TRY IT
Please repeat, from the entries that follow, the lines from the one containing "Locate an element on the screen. The" through the one containing "What do you see at coordinates (109, 42)" exactly, adding nothing.

(Stored records)
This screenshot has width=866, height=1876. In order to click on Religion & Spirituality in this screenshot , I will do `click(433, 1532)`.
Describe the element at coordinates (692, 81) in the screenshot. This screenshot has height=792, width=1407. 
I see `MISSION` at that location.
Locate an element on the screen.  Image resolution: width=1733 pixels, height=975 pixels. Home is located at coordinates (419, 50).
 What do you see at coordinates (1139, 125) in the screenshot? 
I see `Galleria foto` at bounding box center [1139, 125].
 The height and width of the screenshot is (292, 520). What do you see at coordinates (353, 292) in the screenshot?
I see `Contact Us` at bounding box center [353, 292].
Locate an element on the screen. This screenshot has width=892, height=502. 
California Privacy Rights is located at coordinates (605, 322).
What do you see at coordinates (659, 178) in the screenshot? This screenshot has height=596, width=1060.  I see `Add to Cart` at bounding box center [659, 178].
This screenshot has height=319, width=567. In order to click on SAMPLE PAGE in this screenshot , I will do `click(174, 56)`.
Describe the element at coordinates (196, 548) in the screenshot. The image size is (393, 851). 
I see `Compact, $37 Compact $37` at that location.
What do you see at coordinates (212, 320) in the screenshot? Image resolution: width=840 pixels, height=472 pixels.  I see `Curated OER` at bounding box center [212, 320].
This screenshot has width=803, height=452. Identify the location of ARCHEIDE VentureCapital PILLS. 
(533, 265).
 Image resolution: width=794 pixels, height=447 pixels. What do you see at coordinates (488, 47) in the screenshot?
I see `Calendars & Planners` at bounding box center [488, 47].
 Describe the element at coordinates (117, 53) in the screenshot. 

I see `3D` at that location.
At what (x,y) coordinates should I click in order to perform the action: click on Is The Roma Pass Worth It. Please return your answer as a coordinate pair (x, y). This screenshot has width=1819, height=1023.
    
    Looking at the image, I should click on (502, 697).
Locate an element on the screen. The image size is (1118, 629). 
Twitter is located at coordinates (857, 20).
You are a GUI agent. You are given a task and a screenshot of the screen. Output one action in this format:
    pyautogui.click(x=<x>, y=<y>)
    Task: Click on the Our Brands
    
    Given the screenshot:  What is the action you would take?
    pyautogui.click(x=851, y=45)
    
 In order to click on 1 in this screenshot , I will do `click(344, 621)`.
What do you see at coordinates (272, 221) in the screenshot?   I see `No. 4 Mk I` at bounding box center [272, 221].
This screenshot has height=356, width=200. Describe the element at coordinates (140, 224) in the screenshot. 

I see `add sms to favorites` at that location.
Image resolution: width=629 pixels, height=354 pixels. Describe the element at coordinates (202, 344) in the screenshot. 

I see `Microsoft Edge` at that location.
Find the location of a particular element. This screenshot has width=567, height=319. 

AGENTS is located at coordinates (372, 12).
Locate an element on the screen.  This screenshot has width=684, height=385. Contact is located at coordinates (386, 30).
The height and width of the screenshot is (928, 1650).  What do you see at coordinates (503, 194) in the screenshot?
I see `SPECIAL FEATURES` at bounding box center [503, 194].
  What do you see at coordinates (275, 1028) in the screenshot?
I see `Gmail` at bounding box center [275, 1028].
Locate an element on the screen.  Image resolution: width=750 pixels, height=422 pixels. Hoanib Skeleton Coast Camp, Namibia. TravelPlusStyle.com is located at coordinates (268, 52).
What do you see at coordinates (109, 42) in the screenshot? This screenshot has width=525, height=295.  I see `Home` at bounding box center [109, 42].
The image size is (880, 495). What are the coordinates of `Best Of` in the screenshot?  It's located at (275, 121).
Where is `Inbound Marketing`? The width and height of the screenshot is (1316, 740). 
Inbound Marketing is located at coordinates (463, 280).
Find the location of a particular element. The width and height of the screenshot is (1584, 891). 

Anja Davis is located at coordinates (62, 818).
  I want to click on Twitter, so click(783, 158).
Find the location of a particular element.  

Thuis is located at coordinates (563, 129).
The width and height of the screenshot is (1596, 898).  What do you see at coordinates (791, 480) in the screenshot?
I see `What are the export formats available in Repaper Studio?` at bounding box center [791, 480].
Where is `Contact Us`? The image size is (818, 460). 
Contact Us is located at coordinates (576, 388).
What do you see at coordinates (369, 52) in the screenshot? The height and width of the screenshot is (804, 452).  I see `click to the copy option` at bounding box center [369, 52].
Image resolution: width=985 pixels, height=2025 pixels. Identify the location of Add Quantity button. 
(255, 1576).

SOLUTION FOR THIS TASK
Locate an element on the screen. The image size is (1118, 629). 
Twitter is located at coordinates (857, 20).
You are a GUI agent. You are given a task and a screenshot of the screen. Output one action in this format:
    pyautogui.click(x=<x>, y=<y>)
    Task: Click on the Our Brands
    
    Given the screenshot:  What is the action you would take?
    pyautogui.click(x=851, y=45)
    
 In order to click on 1 in this screenshot , I will do `click(344, 621)`.
What do you see at coordinates (272, 221) in the screenshot?   I see `No. 4 Mk I` at bounding box center [272, 221].
This screenshot has height=356, width=200. Describe the element at coordinates (140, 224) in the screenshot. 

I see `add sms to favorites` at that location.
Image resolution: width=629 pixels, height=354 pixels. Describe the element at coordinates (202, 344) in the screenshot. 

I see `Microsoft Edge` at that location.
Find the location of a particular element. This screenshot has width=567, height=319. 

AGENTS is located at coordinates (372, 12).
Locate an element on the screen.  This screenshot has width=684, height=385. Contact is located at coordinates (386, 30).
The height and width of the screenshot is (928, 1650).  What do you see at coordinates (503, 194) in the screenshot?
I see `SPECIAL FEATURES` at bounding box center [503, 194].
  What do you see at coordinates (275, 1028) in the screenshot?
I see `Gmail` at bounding box center [275, 1028].
Locate an element on the screen.  Image resolution: width=750 pixels, height=422 pixels. Hoanib Skeleton Coast Camp, Namibia. TravelPlusStyle.com is located at coordinates (268, 52).
What do you see at coordinates (109, 42) in the screenshot? This screenshot has width=525, height=295.  I see `Home` at bounding box center [109, 42].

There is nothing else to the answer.